HISTORY OF 125 N. MAIN ST
125 North Main Street, Mooresville, North Carolina where EAST currently resides was once the Central Hotel, Mooresville’s first hotel, owned by Cyrus A. Johnston. Before Johnston opened the hotel, train passengers would stop by his house thinking it was a boarding house. Johnston added an eight-room brick building to the back of his house due to its popularity. It operated from the late 1880s to the late 1920s until it was torn down. The Central Hotel was Mooresville’s finest hotel and gathering spot for many years.
In 1904 Mr. Johnston retired from the business, closed the hotel, and rented the space for offices. The building was eventually torn down and in 1925 the current buildings were erected. The building on the left end was originally the Delk’s 5 and 10 store. The building in the middle was first used for offices and a barber shop, and in the 1940s became the Central Theater.

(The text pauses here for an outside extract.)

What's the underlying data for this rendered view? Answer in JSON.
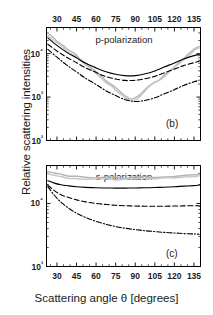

In 1903, the year before Mr. Johnston retired, John Mack came from Roum, Lebanon to North Carolina. Mr. Mack settled first in Charlotte selling goods from packs he carried from house to house. In 1907 he returned to Lebanon, and a year later in 1908 he brought his son Charles and his daughter Nora back to Charlotte with him. In 1909 his son Side also joined the family in North Carolina. In 1910 the Charlotte store burned and shortly thereafter Mr. Mack moved to Mooresville with his family. On December 24, 1912, he opened his new store, John Mack & Son (currently the home of Adams & Associates Architecture across the street). The store sold men’s and women’s clothing and operated until 1993 when it closed after 81 years.
In 1941, Side Mack, enlisting his sons Mitchell and Ed on the task, acquired the building so that John Mack & Sons could expand. In 2003, Ron Mack acquired his uncle’s stake in the building, and he and his father Mitchell Mack discussed renovations. Ultimately were unable to make them before Mitchell’s death in 2017. In 2020, Ron and his family began to transform the space into what Ron and Mitchell believed it could be.
Mitchell Mack – whose resume of service included Chamber of Commerce and municipal government leadership roles, 70 years in the choir along with Elder and Deacon duties at First Presbyterian Church, seven decades in Scouting, a 65-year run of perfect attendance at Rotary Club meetings and active roles in a decades-long list of community, business and church projects that led to recognition as Mooresville’s Citizen of the Year in 1986 and Order of the Long Leaf Pine status, North Carolina’s highest honor for citizen service and accomplishment – lived a lifetime of service to the Mooresville community. Mitchell’s legacy of quiet, selfless leadership by example inspired countless others to follow in service, continues to this day to make his hometown a better place.
Today, the careful preservation of this building by Ron Mack, as Ron says, “is not about a building but a man and the way he lived his life. He believed in honesty, integrity, family, faith, hard work and service to the community.”